On leaving the glass doors, turn left. Walk to the corner, and turn left into "Mepham Street". Walk all the way to the end of it, avoiding the temptation to go under any bridges.

At the end of the street is York Road. Cross it. Ahead of you, to the left, is "Sutton Walk", the pedestrian road under the bridge. Take it.

At the end is a fountain ahead of you. You are now on "Concert Road Approach". Turn to your left. The Royal Festival Hall is ahead of you. Walk towards it. Go to the right hand side of it.

You are now in an area of grey concrete. The Festival Hall is to your left, a mass of balconies with open space below them to your right.
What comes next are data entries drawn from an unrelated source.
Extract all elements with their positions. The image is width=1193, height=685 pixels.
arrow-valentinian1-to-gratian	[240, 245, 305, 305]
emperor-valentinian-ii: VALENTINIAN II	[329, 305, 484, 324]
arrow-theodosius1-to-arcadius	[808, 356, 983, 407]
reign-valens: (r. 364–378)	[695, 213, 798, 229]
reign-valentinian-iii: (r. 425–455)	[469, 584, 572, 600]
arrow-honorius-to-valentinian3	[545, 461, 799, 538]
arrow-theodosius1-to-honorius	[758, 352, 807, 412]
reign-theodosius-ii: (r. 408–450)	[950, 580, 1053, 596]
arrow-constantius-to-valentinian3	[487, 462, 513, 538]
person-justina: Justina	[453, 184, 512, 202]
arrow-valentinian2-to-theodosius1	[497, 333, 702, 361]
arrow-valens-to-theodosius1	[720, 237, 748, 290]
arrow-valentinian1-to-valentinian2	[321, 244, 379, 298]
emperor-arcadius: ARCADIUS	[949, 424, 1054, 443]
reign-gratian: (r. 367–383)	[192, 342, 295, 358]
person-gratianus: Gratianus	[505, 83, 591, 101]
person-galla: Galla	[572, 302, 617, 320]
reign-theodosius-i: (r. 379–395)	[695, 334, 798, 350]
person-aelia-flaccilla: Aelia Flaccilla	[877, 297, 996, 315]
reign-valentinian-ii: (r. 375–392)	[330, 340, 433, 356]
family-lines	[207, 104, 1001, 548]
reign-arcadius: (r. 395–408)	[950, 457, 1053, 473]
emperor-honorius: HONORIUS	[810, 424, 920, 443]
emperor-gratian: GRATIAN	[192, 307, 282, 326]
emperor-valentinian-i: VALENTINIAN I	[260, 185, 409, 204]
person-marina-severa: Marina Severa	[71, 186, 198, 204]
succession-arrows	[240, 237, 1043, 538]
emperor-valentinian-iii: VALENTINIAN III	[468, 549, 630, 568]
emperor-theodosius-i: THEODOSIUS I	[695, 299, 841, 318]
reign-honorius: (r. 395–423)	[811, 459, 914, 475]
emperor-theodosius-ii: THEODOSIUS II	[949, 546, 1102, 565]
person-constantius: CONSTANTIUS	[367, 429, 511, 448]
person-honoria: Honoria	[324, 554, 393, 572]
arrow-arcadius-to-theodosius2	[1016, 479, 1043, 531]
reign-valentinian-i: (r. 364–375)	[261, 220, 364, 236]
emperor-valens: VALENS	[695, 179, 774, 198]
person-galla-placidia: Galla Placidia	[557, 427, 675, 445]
On one of the balconies, words spell out the Queen Elizabeth Hall and Purcell Room.

Look to the left below them. Amongst the pillars are a pair of grey doors. Cross the area to them and go in. Up the stairs is the foyer of the venue.

_____________

Another visitor suggest this route: Take the tube to the Embankment station and walk across the Hungerford  footbridge to the south bank, then walk  past the Festival Hall complex. Take the next staircase leading up. The foyer entrance is at the top, to your right.
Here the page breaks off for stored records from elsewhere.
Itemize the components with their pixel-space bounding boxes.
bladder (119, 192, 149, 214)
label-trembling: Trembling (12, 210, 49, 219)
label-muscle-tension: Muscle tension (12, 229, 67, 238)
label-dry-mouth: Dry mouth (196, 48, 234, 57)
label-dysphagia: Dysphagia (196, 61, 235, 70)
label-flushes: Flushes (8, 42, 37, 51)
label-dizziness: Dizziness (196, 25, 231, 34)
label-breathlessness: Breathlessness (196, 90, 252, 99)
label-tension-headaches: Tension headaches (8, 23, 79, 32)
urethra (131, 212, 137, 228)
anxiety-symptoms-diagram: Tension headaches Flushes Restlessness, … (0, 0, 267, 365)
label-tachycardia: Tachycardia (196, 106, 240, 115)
Noted are the "Gorgeous views both up and down river on a good day or evening.". The monkey endorses this comment, especially at twilight!

 

Buses:
1, 4, 68, X68, 168, 171, 176, 188, 501, 502, 513 to Waterloo Bridge.

Get off on the Bridge and look for the triangular neon sculpture on the roof of the Hayward Gallery, and the glass front of the Festival Hall. Take the stairs on this side of the bridge down to the first level, not the ground. A safe crossing of this bridge can be made by taking the stairs down to first level and walking under it on a walkway linking the staircases either side of the bridge.
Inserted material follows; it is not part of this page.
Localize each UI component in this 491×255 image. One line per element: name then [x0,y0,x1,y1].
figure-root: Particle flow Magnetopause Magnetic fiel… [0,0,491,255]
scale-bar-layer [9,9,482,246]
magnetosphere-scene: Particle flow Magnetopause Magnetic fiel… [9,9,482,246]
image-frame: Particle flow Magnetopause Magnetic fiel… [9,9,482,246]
On the correct side staircase, leave it, turn to your left and left again for the combined entrance of the Queen Elizabeth Hall and Purcell Room just along the walkway.

 

Taxi:
A rank for Black taxis is at Waterloo Station - a fair distance from the venue. Best chance of hailing one in the street is on Waterloo Bridge.

 

 

Car Park:
Belvedere Road or The Hayward, both just next to the Festival Hall. Follow signs to the left as you leave the car park. Take the stairs to the left up to the first level, turn left at the top, you will be facing the side of the Festival Hall. Follow the walkway around the side of the building. The Hayward Gallery is ahead of you. If you see a railway bridge with pathways leading under it, wrong way.

Remember to get your ticket validated at the venue box office for a discounted parking rate in these car parks.